Most security advice looks good on paper. It just doesn’t hold up in real environments.
I’ve been doing this for 30+ years…across startups and high-growth environments where speed matters and resources aren’t unlimited. Over time, I’ve learned that security isn’t that complicated. We just make it that way. A lot of what the industry treats as standard ends up being noise…things that check boxes but don’t meaningfully reduce risk.
My focus is simple: build high-performing security programs that help the business move faster… not slower.
That means:
Prioritizing what actually matters instead of trying to do everything
Using guardrails, not gates
Making decisions based on context, not rigid frameworks
I don’t think anything in security is binary. There’s no single “right way” to do things. What works for one company can completely fail in another. Most of the job is understanding the business…how it operates, how it makes money, and where risk actually shows up.
I also don’t sit on the sidelines.
I still build things. I experiment. I break things…a lot. I spend time understanding how systems actually work…because that’s where real security comes from. If you’re not close to the technology, you’re guessing.
That’s where the “tinkering” comes in.
I use AI to automate workflows and reduce operational overhead. I build internal tools when existing ones don’t fit. I spend time on infrastructure, self-hosting, and the occasional hardware project… not because it’s required, but because it keeps me grounded in how things actually function, but also because I’m a nerd and love technology.
What you’ll find here:
What’s worked for me with building and running security programs that scale
Practical uses of AI in security…beyond demos and slideware
Experiments, build logs, and things I’m trying
Opinions on what works, what doesn’t, and why
Interesting tools, techniques, and content I find along the way
Some of it will work. Some of it won’t. I’ll share both.
If you’re looking for theory or vendor-driven content, this isn’t that.
If you want to understand how to make security effective in real environments…and maybe pick up a few ideas along the way, then you’ve come to the right place.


» Your goal
Print back each record unchanged, without pictures.

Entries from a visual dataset
-- -- --

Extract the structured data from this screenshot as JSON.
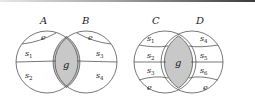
{
  "diagrams": [
    {
      "name": "left",
      "sets": [
        {
          "label": "A"
        },
        {
          "label": "B"
        }
      ],
      "intersection_label": "g",
      "left_regions": [
        "e",
        "s1",
        "s2"
      ],
      "right_regions": [
        "e",
        "s3",
        "s4"
      ]
    },
    {
      "name": "right",
      "sets": [
        {
          "label": "C"
        },
        {
          "label": "D"
        }
      ],
      "intersection_label": "g",
      "left_regions": [
        "s1",
        "s2",
        "s3",
        "e"
      ],
      "right_regions": [
        "s4",
        "s5",
        "s6",
        "e"
      ]
    }
  ],
  "colors": {
    "shade": "#c8c8c8",
    "stroke": "#555555"
  }
}
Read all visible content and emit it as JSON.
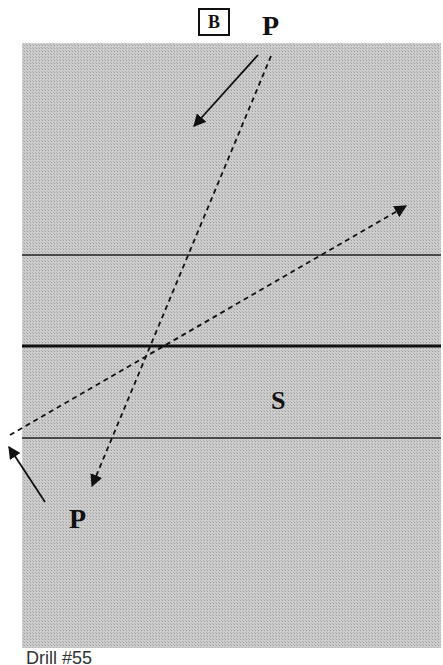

-- -- --

» Solved problem
Extract the structured data from this screenshot as JSON.
{
  "diagrams": [
    {
      "name": "left",
      "sets": [
        {
          "label": "A"
        },
        {
          "label": "B"
        }
      ],
      "intersection_label": "g",
      "left_regions": [
        "e",
        "s1",
        "s2"
      ],
      "right_regions": [
        "e",
        "s3",
        "s4"
      ]
    },
    {
      "name": "right",
      "sets": [
        {
          "label": "C"
        },
        {
          "label": "D"
        }
      ],
      "intersection_label": "g",
      "left_regions": [
        "s1",
        "s2",
        "s3",
        "e"
      ],
      "right_regions": [
        "s4",
        "s5",
        "s6",
        "e"
      ]
    }
  ],
  "colors": {
    "shade": "#c8c8c8",
    "stroke": "#555555"
  }
}
Read all visible content and emit it as JSON.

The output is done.